The Kitchen Scholar explores the world of food and cooking beyond the levels of nourishment and sensory pleasure by intersecting with different stories that range from personal narratives to third-party perspectives in different academic fields and by promoting the legacy of culinary traditions and cookbook authors.

December 2020: SWISS SOUP THERAPY

December 2020: SWISS SOUP THERAPY

December 2020 Cover.png

“Without soup, the Swiss could not exist.”

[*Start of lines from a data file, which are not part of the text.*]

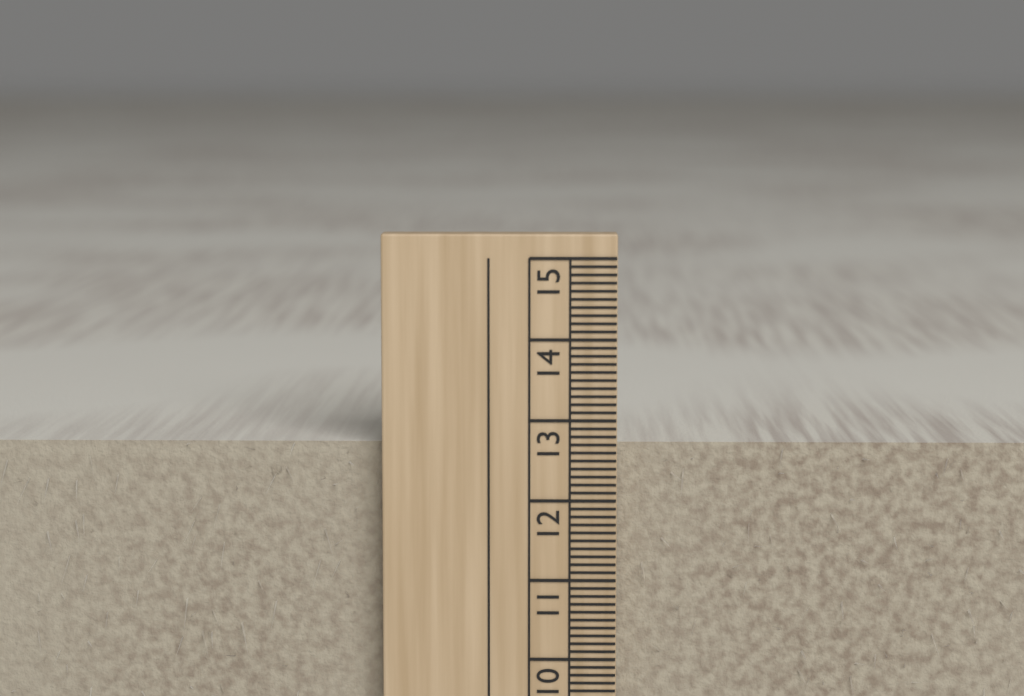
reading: 12.7 cm
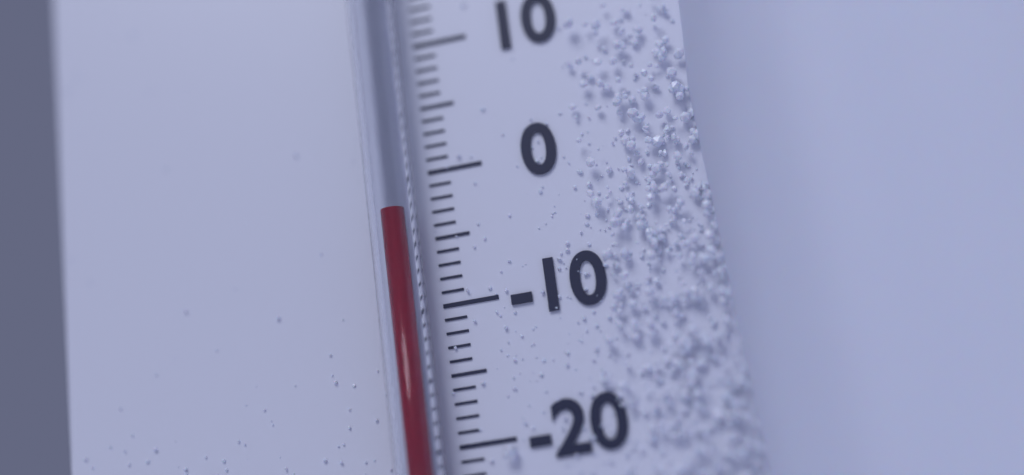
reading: -3 °C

— Nika Hazelton, The Swiss Cookbook, 1967

Frankly, I find baking cookies, cupcakes, and breads quite a cliché for a December theme with the season of Christmas and other pending holidays kicking into high gear. Plus, The Kitchen Scholar having a carbohydrate-rich theme does not make any sweet sense at the expense of the entire world grappling with the global pandemic (Sidebar: Happy Anniversary to the dreaded virus outbreak in Wuhan, China!) and large gatherings and party festivities getting cancelled to contain the spread. Instead, I am of the opinion that the holiday spirit can still thrive, albeit with simple and splendid soups that soothe the soul and provide warmth against the harshness of winter and mildly cold weather. 

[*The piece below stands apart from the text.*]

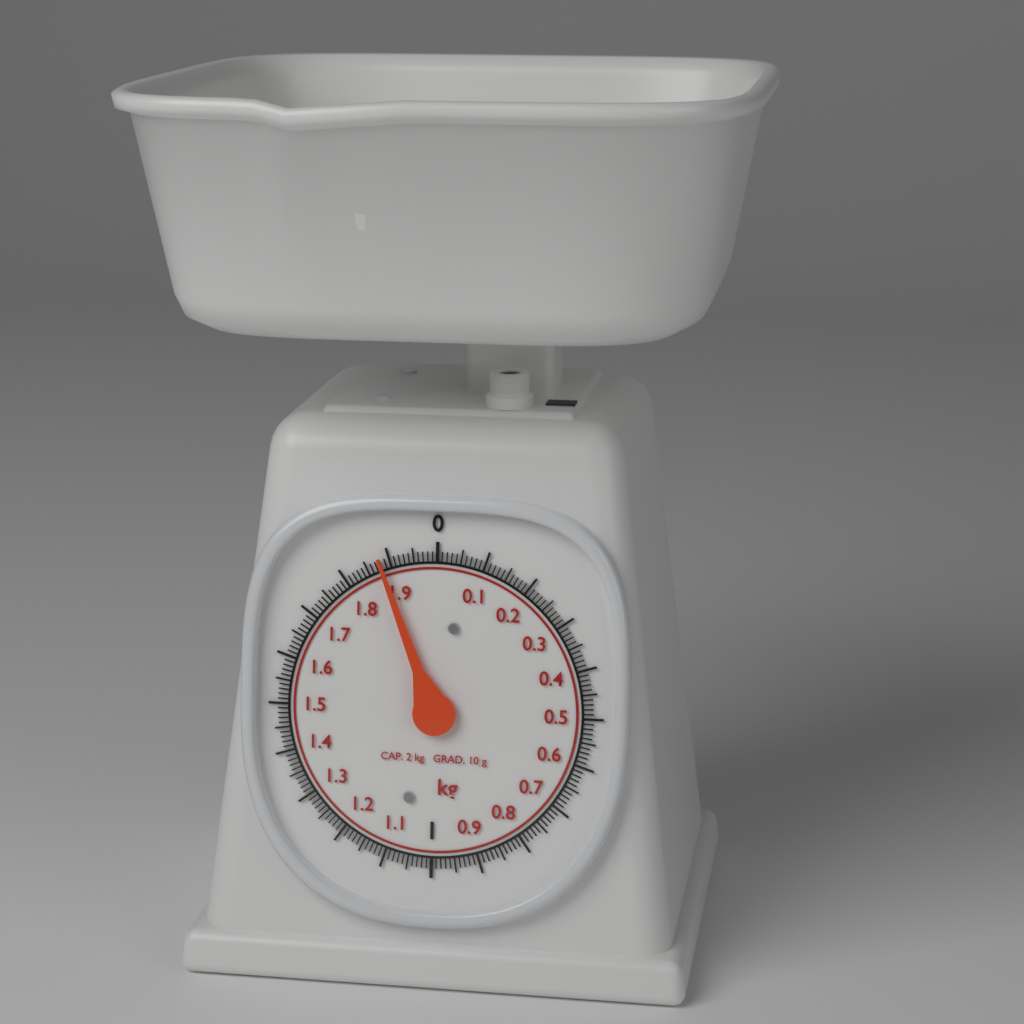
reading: 1.88 kg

Narrowing the focus in the December feature is not really difficult because the soups from the Helvetic Confederation fit the description I am looking for. Soups capture the cultural core of Swiss lives and cantonal traditions, and why wouldn’t they be? Soups need water as a medium, and water is the chief natural resource of Switzerland. Even the Swiss federal government has placed water quality under the strictest regulatory standards to the extent that their tap water tastes naturally and incomparably pristine like it was harnessed fresh from glacier-replenished springs and groundwater. If a nation has the best drinking water in the world, then the most sensitive of taste buds can only marvel at how the purity of the aqueous body can emphasize the other ingredients that go into the soup!

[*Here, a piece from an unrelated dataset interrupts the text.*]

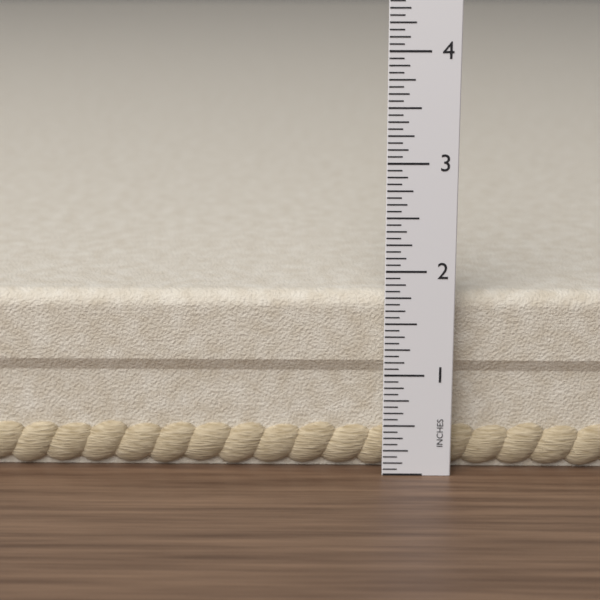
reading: 1.7500 in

By tradition, a Swiss soup, which contains vegetables and meat or freshwater fish, is a complete and balanced meal in itself because it was originally meant to satiate hunger rather than to stimulate appetite. For the sake of clarification, appeasing hungry urges does not necessarily translate to the Swiss shrugging off the diminishing returns from the same kind of soup at each table sitting for the rest of their lives. They actually do mind, after all, their country has all those wild mountain herbs at its disposal. Hence, the Swiss have no reason to stick with one alpine flavor profile in their soups when they can relish in the different combinations that bring them closer to nature.

Tourists nowadays may no longer find soups being the heart of Helvetic cooking due to the incessant in-your-face promotion of cheese fondue, as I had personally discovered in the dining establishments of Lucerne, Montreux, Zermatt, St. Moritz, and Grindelwald last August 2019. However, the spirit remains, just not in our literal understanding or mental pictures, because Swiss soups commercially manifest as compactly packaged broth cubes or thickly reduced bouillon concentrates.

Broth cubes, instant soup mixes and bouillon concentrates are often underlooked Swiss inventions but their conception by Julius Maggi single-handedly altered the landscape of food technology at the onset of the Industrial Revolution. A flour miller from the Thurgovian capital of Frauenfeld by trade, Maggi traced the growing malnutrition to married factory women lacking the time to cook vitamin-fortified soups for their families, leading him to formulate the cube based on flour and seasonings. In 1886, he perfected the dehydration process that enabled him to produce instant soup mixes. Within the same year, Maggi successfully extracted and blended the aromatic essences from different grains to create the all-purpose bouillon concentrate that rivalled glace de viande in flavor enhancement. All of these actualized ideas stemmed from the Swiss soups as foundational inspirations.

Perhaps the greatest misfortune of my travel to Switzerland last year was the wasted opportunity of sampling its rustic soups. I only recalled having a fancy pea soup (the cover photo) for my cousin’s birthday luncheon at the restaurant, Safran, in Montreux and a plain barley soup for dinner on my first night in Zermatt. While I could never replicate Swiss authenticity with the local water in my country and the lack of access to alpine herbs, they are not alibis that should hinder me or anybody outside of Switzerland from trying them out in the home kitchen. Swiss soups are gastronomic symbols of practicality towards time, trouble, and economy and we can all learn from that as a holiday therapy in the time of a pandemic.